Researchers at Simon Fraser University in Vancouver, Canada, for instance, spoke of how podcast listeners were able to “gain moments of solitude while still feeling connected and not alone”, and this is fostered by the sort of reflective listening that is made possible in these specific kinds of celebrity podcasts. Since podcast listening is a solitary practice, these researchers found, participants in their study emphasized that they valued it as “me time” that allowed them to “escape from the mundane”. The celebrity podcast thus offers such an escape even as it occasionally offers ways to make sense of the mundane, with discussions around the most routine challenges of life—challenges that are experienced by people whose lives might be considered anything but mundane. As Matt Sienkiewicz and Deborah L Jaramillo note, “podcasting is also startlingly unpublic, solitary, and personalized. It is the medium of the earbud, the quiet voice nestled cozily, almost out of sight, and chosen just for you.” They argue that the intimate nature of podcast listening represents “an opportunity to reclaim a lost potential of mass media” as it brings into focus the existence of a listening public—something that we had felt the loss of in a media saturated, noisy news landscape. They hold up the intimacy of podcast listening as a positive alternative to the publicity of much of mass media as a force for a more deliberative public sphere.

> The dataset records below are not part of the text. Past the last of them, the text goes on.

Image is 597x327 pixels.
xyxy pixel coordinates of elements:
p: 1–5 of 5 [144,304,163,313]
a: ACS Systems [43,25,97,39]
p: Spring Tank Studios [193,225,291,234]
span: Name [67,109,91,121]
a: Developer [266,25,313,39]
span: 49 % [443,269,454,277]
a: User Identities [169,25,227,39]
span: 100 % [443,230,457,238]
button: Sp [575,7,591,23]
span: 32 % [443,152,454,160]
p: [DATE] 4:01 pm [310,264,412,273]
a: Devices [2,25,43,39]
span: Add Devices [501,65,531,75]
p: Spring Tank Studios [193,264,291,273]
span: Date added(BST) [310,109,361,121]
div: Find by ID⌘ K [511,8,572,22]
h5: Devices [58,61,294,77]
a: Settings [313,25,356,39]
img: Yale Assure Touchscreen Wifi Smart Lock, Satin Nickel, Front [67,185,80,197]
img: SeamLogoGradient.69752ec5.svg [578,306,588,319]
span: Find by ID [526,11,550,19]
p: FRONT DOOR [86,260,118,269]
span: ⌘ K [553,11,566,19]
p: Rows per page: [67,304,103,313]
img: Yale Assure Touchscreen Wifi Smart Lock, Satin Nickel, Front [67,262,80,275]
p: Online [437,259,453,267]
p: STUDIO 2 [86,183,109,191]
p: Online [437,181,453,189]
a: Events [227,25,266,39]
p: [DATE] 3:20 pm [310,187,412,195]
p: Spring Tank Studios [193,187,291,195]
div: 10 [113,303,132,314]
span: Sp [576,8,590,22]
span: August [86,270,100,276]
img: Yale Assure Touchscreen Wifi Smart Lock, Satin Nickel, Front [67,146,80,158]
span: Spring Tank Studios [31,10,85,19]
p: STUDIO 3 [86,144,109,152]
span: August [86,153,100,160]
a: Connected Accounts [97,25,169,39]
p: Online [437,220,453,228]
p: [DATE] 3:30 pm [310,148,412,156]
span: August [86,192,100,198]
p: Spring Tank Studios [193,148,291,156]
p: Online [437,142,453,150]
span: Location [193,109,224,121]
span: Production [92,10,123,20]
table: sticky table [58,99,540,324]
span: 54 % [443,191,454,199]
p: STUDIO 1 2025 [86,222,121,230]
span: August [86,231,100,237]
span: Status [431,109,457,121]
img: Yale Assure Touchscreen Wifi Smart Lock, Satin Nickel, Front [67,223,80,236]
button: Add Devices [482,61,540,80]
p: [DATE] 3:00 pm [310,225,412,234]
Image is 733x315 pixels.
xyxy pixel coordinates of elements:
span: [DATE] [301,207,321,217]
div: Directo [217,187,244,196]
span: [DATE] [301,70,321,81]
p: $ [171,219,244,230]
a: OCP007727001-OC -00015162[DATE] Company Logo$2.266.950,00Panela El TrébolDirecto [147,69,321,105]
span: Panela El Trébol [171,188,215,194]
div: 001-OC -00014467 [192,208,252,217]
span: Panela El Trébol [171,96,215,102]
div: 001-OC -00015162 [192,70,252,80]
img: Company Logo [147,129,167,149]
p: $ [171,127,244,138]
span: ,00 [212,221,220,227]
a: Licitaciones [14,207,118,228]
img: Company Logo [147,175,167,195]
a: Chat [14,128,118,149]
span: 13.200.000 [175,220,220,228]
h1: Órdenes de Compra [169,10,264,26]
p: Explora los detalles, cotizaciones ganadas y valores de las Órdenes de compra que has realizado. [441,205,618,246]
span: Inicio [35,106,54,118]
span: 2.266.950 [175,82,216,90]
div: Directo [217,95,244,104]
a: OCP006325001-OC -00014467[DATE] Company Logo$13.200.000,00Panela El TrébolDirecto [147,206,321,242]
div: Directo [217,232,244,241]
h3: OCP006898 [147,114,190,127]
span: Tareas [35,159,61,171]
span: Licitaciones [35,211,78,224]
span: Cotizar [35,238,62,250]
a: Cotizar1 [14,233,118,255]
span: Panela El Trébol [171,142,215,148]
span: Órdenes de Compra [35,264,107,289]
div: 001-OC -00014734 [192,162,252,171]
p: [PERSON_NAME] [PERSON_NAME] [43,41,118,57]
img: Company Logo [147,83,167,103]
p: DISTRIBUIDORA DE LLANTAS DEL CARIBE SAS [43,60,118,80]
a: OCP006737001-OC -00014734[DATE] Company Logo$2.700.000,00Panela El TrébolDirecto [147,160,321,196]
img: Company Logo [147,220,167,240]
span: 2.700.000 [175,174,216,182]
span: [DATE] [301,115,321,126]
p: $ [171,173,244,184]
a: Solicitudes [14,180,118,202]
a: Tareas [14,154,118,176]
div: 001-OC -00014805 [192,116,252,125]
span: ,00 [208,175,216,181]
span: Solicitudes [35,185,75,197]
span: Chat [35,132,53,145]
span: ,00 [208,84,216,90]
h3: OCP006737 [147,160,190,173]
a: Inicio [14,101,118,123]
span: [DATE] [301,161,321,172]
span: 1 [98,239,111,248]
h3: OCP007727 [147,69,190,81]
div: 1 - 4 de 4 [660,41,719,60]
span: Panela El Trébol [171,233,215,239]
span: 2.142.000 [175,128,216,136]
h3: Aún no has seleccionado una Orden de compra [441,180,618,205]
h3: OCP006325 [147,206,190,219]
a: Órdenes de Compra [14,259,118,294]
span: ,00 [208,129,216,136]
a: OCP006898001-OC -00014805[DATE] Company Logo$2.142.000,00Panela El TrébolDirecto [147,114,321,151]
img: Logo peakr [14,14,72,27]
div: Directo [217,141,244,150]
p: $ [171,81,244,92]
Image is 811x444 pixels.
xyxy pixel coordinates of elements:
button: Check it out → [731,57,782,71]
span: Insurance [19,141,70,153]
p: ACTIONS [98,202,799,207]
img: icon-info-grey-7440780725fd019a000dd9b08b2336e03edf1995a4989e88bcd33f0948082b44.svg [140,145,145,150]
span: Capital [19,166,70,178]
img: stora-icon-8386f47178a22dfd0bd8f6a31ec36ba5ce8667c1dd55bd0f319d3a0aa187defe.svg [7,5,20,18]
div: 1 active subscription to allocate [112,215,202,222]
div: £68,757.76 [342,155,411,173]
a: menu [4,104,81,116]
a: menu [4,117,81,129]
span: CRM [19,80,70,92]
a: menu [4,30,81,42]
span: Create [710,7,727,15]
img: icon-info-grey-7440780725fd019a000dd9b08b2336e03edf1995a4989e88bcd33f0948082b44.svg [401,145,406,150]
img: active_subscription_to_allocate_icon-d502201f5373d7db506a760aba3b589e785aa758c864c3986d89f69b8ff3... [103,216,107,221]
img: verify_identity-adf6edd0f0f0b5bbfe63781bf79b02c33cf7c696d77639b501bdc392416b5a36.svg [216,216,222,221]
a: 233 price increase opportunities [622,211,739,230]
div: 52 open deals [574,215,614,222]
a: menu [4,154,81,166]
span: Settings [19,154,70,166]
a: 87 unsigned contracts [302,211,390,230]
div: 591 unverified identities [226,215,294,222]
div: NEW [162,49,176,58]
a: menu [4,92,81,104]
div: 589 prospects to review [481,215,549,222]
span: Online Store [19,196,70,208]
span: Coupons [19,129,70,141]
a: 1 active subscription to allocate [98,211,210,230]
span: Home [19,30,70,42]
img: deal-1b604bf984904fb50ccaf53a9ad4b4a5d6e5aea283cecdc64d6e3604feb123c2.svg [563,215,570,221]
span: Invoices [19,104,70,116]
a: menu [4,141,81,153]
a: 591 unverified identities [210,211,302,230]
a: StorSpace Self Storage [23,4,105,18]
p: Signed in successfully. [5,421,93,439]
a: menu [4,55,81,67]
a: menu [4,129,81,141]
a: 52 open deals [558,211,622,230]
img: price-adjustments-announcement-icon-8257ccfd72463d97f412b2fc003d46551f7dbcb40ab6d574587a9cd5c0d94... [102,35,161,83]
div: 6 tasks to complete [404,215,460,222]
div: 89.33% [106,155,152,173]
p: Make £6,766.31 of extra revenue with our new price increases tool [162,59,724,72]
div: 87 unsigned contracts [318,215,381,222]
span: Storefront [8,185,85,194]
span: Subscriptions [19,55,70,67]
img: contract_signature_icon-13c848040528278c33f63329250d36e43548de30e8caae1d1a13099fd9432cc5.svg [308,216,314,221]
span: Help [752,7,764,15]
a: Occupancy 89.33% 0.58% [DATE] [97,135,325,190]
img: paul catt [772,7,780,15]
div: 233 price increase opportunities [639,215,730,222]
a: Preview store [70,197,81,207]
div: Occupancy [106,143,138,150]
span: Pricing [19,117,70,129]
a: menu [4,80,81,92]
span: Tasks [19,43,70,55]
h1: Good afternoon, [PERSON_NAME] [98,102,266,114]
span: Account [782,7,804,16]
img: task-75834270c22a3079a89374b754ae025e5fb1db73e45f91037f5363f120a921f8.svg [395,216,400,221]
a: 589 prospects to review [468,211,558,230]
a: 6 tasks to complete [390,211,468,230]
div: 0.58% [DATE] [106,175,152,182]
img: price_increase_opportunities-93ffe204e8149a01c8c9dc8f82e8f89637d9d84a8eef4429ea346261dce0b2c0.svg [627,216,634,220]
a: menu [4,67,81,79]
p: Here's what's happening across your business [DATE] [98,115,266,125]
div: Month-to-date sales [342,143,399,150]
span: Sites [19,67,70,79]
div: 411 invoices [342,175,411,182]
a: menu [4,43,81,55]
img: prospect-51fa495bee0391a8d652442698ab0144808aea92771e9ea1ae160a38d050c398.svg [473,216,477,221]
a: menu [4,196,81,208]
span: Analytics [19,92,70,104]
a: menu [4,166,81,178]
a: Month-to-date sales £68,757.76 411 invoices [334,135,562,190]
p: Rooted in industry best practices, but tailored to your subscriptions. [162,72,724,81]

Of course, there are a wide variety of celebrity podcasts, and not all of them adopt the slow, deliberative pace required to promote reflection. The kind of intimacy these scholars speak of can only be generated in quieter conversations, of the kind that a few of the celebrity podcasts adopt; they make the everyday important, and they give it a place within the public discourse—how we raise our children, the attention we give our plants and our pets, the care we must take of our bodies, minds and spirits. Celebrities give voice to these issues, drawing us into their inner circle as they speak, and as we listen.
Loved reading it, Usha. Lot of information. Nowadays many celebrities are being increasingly drawn to the podcasting medium.